A spokesperson for ANR did not respond to a request for comment by press time.
CLF Lawsuit Highlights Broader Frustration
In September 2024, the Conservation Law Foundation again filed a notice of intent to sue Vermont over alleged failures in phosphorus enforcement and permitting. This comes after the EPA itself warned the state that its dual-agency oversight system—split between ANR and the Agency of Agriculture—has led to enforcement gaps, especially in the oversight of large dairies.
But CLF’s lawsuits have drawn mixed reactions in Vermont. While some see them as a necessary push for environmental accountability, others view them as legal overreach that targets a state with limited resources.
“If CLF wanted to really solve the phosphorus crisis,” said a dairy farmer, “they’d be suing the federal agencies that wrote the playbook for the very practices they’re now calling pollution.”
Lawmakers Face Pressure to Amend
As the Senate Natural Resources and Energy Committee reviews H.481, several stakeholders are calling for major amendments. Proposals include:
- Keeping only the timeline extensions,
- Removing provisions that allow new municipal fee structures,
- Striking the clause that makes the Clean Water Surcharge permanent, and
- Directing all remaining ARPA funds toward agricultural phosphorus mitigation.
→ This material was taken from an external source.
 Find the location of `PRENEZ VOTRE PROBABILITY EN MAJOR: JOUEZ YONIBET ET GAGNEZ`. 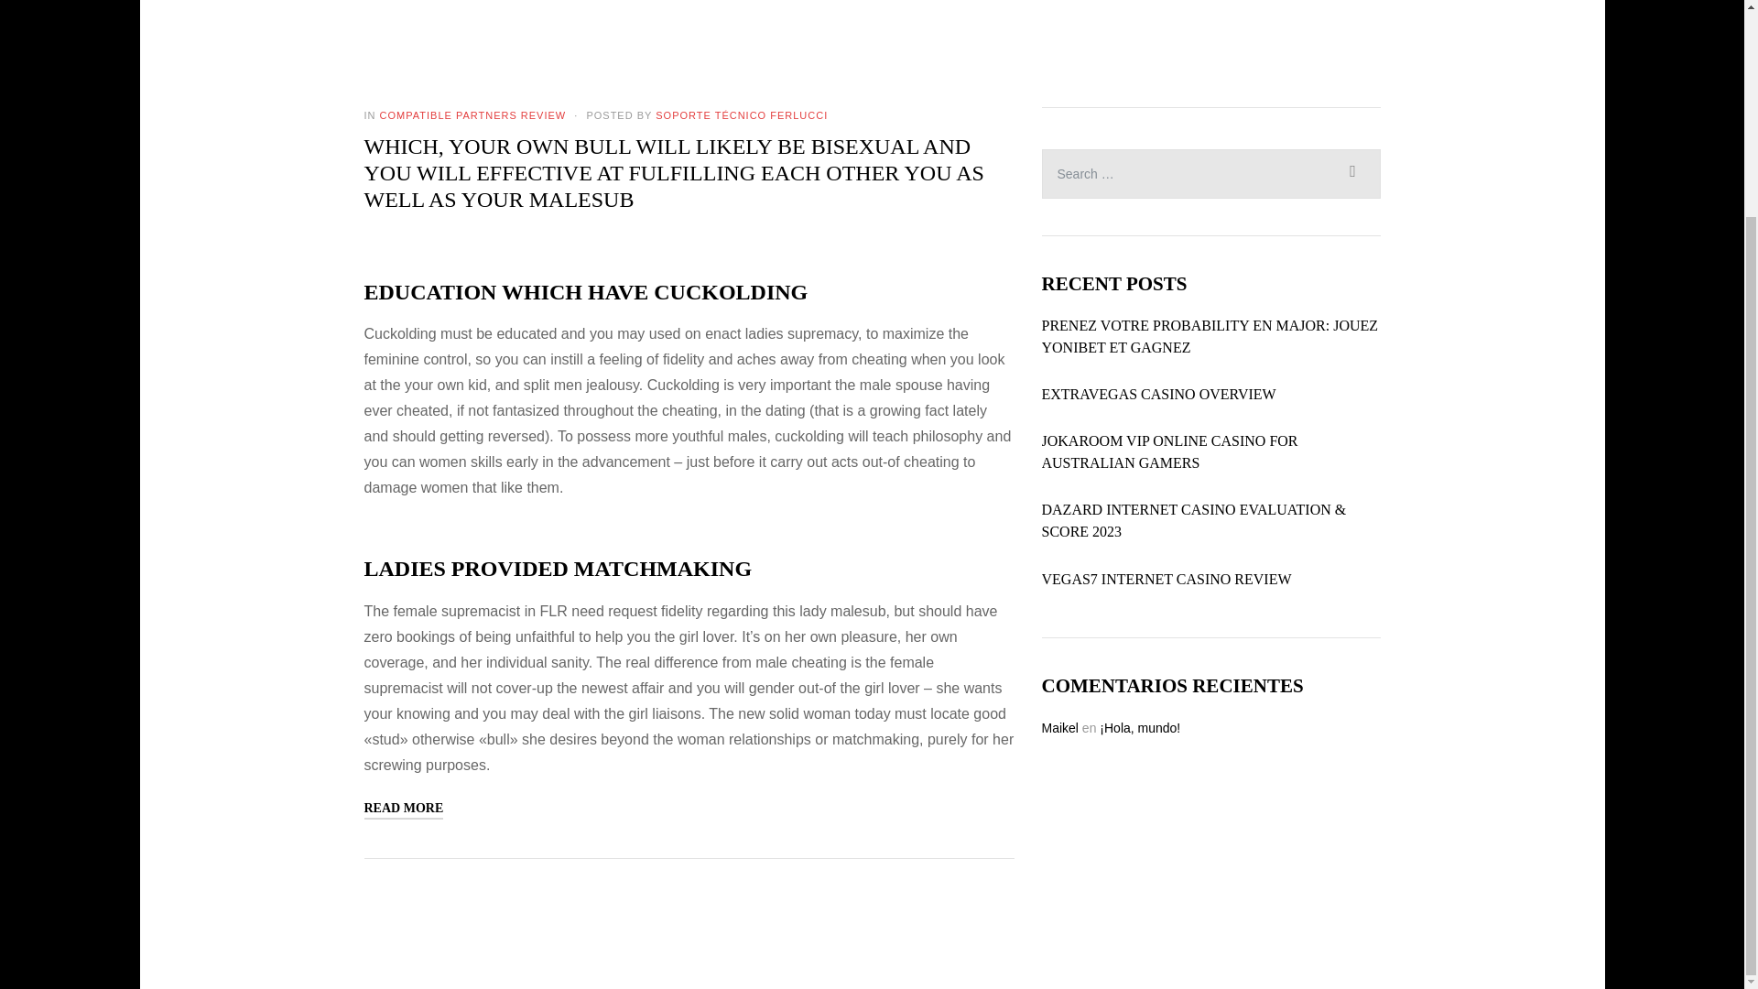

PRENEZ VOTRE PROBABILITY EN MAJOR: JOUEZ YONIBET ET GAGNEZ is located at coordinates (1210, 337).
Critics of the bill argue that the state is attempting to shift responsibility for stormwater compliance onto municipalities—many of which lack the staffing, funding, or technical capacity to manage complex permitting and infrastructure requirements—rather than taking on that responsibility at the state level.
Calls for amendment have also been fueled by reports that the rule has not been applied consistently across the state. Some properties with obvious impervious surface areas have not been flagged for compliance, while neighboring sites with similar characteristics have. This uneven application has led to frustration among landowners and municipal officials, who say the process lacks transparency and fairness.
Advocates are also calling on Vermont’s Attorney General Charity Clark to consider federal cost-recovery options through legal action, and for members of the state’s congressional delegation—Senators Bernie Sanders and Peter Welch, and Rep. Becca Balint—to push for phosphorus remediation funding at the federal level.
Looking Ahead
With the EPA mandates in place and legal pressure mounting, Vermont faces a difficult balancing act between environmental compliance, fiscal responsibility, and local capacity. But as Senate lawmakers shape the final version of H.481, many are watching to see whether the state will continue to pass the cost onto landowners—or finally begin to push back on Washington.
“This is a chance for the Senate to draw a line,” said one policy analyst familiar with the bill. “They can either follow the mandates, or they can ask who created this problem in the first place—and demand they help fix it.”